Step 12. Update who.ini to use FacebookConnectPlugin
In order to use the plugin created in Step 12. we need to update the who.ini file we created in Part 1 (Step 5). Let’s do that by adding the following text before the [general] section of the configuration:
[plugin:facebook]
# FacebookConnect identification and authorization
use = project.lib.auth:FacebookConnectPlugin
appid = YourFacebookApplicationAppId
secret = YourFacebookApplicationSecret
Then add facebook to the plugins listed in identifiers and mdproviders sections. Those sections should now looks something like:
[identifiers]
# We can decide who the user is trying to identify as using either
# a fresh form-post, or the session identifier cookie
plugins =
form;browser
ticket
facebook
# ...
[mdproviders]
# Metadata providers are the things that actually look up a user's credentials
# here we have a plugin that provides "user" information (user) and another,
# which acts as an adapter to the first, to provide group/permission information.
plugins =
project.lib.auth:user
project.lib.auth:group
facebook
Step 13. Update the templates
The last step in adding support for FacebookConnect to our TurboGears2 project is to update the templates with the Facebook JavaScript SDK code. Open project/template/master.html and add the following code at the bottom of the <body> tag (Don’t forget to provide the App ID of your own Facebook application in the appId parameter of the FB.init() function):
<div id="fb-root"></div>
<script src="http://connect.facebook.net/en_US/all.js"></script>
<script>
FB.init({appId: YourFacebookApplicationAppId, status: true, cookie: true, xfbml: true});
FB.Event.subscribe('auth.sessionChange', function(response) {
if (response.session) {
// A user has logged in, and a new cookie has been saved
window.location.reload()
} else {
// The user has logged out, and the cookie has been cleared
window.location.reload()
}
});
</script>
As explained at the beginning of this post, the previous snippet uses Facebook JavaScript SDK to create a cookie in our domain with enough information to fetch information from Facebook servers on behalf of the logged in user. When a users logs in or log out from Facebook, his/her session status change and the snippet above will reload the page so the TurboGears authentication and authorization middleware can take the necessary actions using the plugin we just created.

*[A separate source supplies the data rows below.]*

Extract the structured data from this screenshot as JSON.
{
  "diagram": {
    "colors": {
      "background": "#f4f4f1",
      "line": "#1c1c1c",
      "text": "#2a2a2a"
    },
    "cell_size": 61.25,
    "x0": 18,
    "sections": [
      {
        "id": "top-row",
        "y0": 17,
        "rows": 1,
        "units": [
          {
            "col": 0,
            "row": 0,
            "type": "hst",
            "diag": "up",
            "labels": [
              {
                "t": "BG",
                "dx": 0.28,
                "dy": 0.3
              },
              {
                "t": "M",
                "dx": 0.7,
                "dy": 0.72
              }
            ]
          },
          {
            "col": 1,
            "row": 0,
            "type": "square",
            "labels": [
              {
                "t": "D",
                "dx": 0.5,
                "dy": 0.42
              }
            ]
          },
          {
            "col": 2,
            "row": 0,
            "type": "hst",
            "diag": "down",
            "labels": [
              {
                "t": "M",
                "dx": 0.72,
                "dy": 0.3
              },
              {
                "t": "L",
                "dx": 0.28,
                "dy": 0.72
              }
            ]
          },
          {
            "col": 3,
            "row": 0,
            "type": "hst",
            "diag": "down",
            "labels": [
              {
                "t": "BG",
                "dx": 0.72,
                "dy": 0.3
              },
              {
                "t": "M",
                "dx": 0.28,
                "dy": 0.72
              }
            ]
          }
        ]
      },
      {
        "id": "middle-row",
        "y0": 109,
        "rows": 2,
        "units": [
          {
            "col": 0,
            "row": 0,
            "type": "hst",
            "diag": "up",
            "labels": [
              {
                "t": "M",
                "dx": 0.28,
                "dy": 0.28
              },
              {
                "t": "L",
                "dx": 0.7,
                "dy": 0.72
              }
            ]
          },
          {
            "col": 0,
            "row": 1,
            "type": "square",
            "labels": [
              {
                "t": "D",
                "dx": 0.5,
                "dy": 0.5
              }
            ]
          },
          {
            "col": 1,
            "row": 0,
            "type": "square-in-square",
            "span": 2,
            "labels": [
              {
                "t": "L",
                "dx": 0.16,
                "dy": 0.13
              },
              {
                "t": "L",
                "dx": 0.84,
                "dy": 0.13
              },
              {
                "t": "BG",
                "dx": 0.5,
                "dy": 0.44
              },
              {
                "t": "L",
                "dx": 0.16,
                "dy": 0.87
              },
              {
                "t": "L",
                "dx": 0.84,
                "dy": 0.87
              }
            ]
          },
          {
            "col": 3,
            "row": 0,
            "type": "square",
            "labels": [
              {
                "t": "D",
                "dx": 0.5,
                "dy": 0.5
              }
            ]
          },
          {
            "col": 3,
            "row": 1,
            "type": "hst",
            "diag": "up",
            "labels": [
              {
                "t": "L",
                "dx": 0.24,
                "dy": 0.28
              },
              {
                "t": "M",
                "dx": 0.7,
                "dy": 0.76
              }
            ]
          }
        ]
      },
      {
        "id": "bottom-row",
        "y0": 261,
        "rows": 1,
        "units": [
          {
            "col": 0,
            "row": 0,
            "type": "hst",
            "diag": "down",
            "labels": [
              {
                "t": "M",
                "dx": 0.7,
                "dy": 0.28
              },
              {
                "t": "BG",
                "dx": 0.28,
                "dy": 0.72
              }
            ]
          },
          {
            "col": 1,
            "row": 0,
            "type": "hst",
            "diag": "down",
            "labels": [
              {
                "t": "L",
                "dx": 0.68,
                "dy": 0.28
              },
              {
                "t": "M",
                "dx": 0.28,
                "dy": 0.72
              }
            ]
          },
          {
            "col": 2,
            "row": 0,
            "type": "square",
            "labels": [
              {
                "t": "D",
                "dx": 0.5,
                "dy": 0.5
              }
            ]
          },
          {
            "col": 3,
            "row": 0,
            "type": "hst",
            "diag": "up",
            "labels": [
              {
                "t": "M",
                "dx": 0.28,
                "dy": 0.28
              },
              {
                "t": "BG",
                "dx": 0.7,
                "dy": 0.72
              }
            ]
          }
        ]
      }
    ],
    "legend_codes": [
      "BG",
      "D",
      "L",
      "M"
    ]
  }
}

Finally, we need a way to ask the user to give us permission to access his data on facebook; for that, we are going to add the code to show a Facebook login button in the login page.
Open project/templates/login.html and add the following:
<fb:login-button perms="email"></fb:login-button>
Conclusion
Adding support for Facebook Connect was easy compared to what we had to do Part 1 of this post. However, is because how well we prepared TurboGears2 authentication and authorization middleware that now we are able to add support for other authentication methods without much effort.
In Part 3 we’ll see how to add support for Sign in with Twitter and I’m sure it will be as easy as with Facebook Connect.
Let me know what you think and if you find any bugs.
The code for the example TurboGears2 project, including steps 1-13 is available at GitHub and soon will be updated with steps from the next and last post.